I just tried to write this simple code to test overriding methods using metaClass.

The code is here:

class Hello {

    public Hello()  
    {
        Foo()
    }

    public void Foo()
    {
        println "old"   
    }       

}

It has a Foo() method which simply prints "old" and it was called by the constructor.

Here's the test code:

class HelloTest {

    @Test
    public void test() {

        boolean methodFooWasCalled = false

        Hello.metaClass.Foo = {-> println "new"
            methodFooWasCalled = true
        }

        Hello hello = new Hello()

        assertTrue methodFooWasCalled == true

    }
}

I was expecting that the output should be "new" since Foo() has been overriden.

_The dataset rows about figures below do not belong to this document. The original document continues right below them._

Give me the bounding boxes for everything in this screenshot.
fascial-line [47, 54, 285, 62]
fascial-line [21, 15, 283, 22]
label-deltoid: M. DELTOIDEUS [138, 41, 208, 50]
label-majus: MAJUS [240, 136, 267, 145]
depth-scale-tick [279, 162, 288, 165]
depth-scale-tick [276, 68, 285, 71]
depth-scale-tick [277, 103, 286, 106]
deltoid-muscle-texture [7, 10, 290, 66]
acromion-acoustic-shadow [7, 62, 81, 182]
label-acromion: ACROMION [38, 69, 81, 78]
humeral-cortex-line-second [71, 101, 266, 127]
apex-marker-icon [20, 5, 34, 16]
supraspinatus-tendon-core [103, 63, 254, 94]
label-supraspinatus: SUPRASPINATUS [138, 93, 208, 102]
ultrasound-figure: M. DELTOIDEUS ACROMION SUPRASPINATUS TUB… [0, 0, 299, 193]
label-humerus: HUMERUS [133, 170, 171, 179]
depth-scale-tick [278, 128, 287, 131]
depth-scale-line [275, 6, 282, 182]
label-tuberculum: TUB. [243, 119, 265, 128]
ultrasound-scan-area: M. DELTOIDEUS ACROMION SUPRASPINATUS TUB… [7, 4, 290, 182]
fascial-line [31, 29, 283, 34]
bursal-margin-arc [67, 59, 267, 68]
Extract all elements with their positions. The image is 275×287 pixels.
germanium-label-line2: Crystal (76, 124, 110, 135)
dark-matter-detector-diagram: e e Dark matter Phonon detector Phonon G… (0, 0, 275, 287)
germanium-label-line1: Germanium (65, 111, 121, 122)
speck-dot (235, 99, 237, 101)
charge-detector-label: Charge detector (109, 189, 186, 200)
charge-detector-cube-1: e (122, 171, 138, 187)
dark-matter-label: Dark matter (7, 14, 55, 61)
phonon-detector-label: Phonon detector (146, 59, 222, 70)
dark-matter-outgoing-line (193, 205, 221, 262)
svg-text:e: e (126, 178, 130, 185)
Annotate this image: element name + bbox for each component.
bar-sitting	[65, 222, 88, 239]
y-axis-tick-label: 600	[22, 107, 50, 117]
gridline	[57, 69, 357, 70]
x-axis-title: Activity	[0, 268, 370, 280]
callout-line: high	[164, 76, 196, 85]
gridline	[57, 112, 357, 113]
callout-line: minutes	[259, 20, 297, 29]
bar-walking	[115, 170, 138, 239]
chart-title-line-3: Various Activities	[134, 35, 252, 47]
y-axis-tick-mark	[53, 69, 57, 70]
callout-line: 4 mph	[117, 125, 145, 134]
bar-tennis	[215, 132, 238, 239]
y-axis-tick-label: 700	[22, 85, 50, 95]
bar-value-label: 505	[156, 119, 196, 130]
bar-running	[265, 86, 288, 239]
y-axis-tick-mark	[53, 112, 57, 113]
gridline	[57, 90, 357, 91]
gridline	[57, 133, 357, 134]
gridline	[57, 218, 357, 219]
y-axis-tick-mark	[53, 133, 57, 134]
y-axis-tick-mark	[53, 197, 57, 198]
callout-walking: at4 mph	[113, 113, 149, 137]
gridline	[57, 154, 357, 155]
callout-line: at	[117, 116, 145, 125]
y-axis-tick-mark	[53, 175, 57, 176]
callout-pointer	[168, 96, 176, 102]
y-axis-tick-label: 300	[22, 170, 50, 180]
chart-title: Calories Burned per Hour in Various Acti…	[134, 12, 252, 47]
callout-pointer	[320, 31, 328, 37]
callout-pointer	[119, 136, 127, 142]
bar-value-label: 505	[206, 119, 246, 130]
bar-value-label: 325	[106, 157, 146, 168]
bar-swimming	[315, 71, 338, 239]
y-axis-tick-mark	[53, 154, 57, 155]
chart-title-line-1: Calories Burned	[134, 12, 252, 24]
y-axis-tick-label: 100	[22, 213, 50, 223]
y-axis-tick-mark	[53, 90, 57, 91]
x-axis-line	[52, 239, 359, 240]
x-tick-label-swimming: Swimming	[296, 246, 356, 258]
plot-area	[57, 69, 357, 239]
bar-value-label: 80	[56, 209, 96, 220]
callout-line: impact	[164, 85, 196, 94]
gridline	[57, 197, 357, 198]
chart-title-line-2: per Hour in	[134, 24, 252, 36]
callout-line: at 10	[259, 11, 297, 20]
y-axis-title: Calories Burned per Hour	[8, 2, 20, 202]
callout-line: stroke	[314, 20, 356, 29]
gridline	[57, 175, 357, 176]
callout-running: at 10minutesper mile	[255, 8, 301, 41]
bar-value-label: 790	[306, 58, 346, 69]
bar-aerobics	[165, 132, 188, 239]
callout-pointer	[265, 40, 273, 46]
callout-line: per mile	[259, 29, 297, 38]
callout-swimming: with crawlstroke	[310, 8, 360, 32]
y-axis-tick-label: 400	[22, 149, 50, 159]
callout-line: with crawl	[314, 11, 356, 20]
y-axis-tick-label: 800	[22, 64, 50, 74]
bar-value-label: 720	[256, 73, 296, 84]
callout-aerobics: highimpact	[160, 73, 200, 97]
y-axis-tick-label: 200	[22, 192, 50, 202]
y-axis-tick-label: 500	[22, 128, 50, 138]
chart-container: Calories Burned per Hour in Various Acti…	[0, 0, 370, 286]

But it still printed "old". Does anyone know why it fails? Thanks

like image 467
danielZ Avatar asked Dec 15 '14 17:12

danielZ


1 Answers

The following works:

class Hello {
  Hello() {
    Foo()
  }
}

Hello.metaClass.Foo = {-> 
  println "new"
}

new Hello()

And so does the following:

class Hello {
  Hello() {
    invokeMethod('Foo', [] as Object[])
  }

  void Foo() { println "old" }
}

Hello.metaClass.Foo = {-> 
  println "new"
}

new Hello()

This one is interesting; the bar() call inside Foo() works, whilst the ones inside the constructor doesn't:

class Hello {
  Hello() {
    Foo()
    bar()
  }

  void Foo() { println "old foo"; bar() }
  void bar() { println "old bar" }
}

Hello.metaClass {
  Foo = {-> println "new foo" }
  bar = { println "new bar" }
}

new Hello()

It appears Groovy doesn't check metaclass' methods FIRST when on constructors. I think it is a bug, and i couldn't find any bug related to this. What about filling a JIRA?